Saturday, 15 August 2015

Business Copyrighted Materials

If your company creates books, movies, films, music, architectural blueprints or software, you have a copyright on your products. Copyright is exactly what it sounds like, the legal right to decide who can make or sell copies of your creations. Copyright exists from the moment you create a work, even if you don't register it with the federal government. If a competitor reproduces, distributes, performs or publicly displays your work without your company's permission, the company has infringed on your copyright.

Register your copyright with the U.S. Copyright Office. You can file in person or log on to the office's online copyright registration system. You have to register before you can file a lawsuit against the infringing company.

Confirm the competition really is violating your copyright. If, say, someone quotes a few lines from a published book in a review, that's considered "fair use" -- there's no infringement, even if the book review is negative. Using information from your brochures probably isn't copyright violation either: Facts can't be copyrighted, only the way they're presented.

File a case in federal court. If you register your copyright within five years of publication, courts consider that as solid evidence that you have a legitimate copyright and the other party's use is infringement.

Calculate how much you've lost from the copyright infringement. If you win the case, you can ask for the infringement to stop and request reimbursement for your financial losses. You also can ask the judge to award you any profits the infringer made from stealing your work.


» **About this exercise**
Look through the listing below and report how many lines contain "probability", as a bare number.

(Records provided)

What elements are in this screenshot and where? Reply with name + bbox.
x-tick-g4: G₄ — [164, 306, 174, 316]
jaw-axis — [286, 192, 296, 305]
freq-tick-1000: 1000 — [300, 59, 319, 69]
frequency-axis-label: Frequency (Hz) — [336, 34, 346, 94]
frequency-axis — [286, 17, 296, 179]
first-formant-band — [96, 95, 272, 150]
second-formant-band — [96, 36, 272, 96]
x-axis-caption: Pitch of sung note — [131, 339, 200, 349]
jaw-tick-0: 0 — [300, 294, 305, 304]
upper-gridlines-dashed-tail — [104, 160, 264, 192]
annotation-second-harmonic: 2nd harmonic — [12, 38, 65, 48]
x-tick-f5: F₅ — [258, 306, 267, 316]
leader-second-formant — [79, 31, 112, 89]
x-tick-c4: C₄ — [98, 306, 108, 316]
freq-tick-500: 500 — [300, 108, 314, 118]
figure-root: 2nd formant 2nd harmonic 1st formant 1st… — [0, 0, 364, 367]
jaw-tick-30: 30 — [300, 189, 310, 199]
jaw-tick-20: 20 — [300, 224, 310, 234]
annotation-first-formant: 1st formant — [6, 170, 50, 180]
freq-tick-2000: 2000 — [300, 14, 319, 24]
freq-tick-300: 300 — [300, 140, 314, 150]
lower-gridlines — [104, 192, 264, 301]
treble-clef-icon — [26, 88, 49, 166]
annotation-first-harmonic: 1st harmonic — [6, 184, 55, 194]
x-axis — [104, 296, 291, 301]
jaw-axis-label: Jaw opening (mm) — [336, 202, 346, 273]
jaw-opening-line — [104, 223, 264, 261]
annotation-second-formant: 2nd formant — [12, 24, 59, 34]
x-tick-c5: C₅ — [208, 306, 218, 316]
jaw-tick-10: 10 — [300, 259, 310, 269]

(End Records provided)
(Records provided)

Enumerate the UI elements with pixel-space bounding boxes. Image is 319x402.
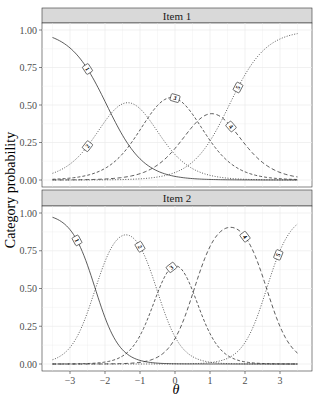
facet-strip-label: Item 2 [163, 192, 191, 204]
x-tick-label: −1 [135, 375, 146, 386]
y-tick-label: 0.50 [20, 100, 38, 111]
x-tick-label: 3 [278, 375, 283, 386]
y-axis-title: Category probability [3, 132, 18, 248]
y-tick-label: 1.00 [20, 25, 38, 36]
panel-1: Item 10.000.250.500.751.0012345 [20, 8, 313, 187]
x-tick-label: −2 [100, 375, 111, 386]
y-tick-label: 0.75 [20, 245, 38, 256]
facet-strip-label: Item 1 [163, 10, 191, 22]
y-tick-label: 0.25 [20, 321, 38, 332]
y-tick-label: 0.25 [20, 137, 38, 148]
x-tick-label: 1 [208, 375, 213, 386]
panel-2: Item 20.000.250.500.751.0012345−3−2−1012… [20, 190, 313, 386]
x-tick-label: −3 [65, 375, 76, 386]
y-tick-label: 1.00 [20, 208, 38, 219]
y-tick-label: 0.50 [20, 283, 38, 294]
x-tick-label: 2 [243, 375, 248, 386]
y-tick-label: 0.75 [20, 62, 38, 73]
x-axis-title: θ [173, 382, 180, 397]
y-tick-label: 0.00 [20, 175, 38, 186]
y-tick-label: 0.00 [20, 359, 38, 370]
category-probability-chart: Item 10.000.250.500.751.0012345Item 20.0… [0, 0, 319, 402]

(End Records provided)

» **Answer space**
2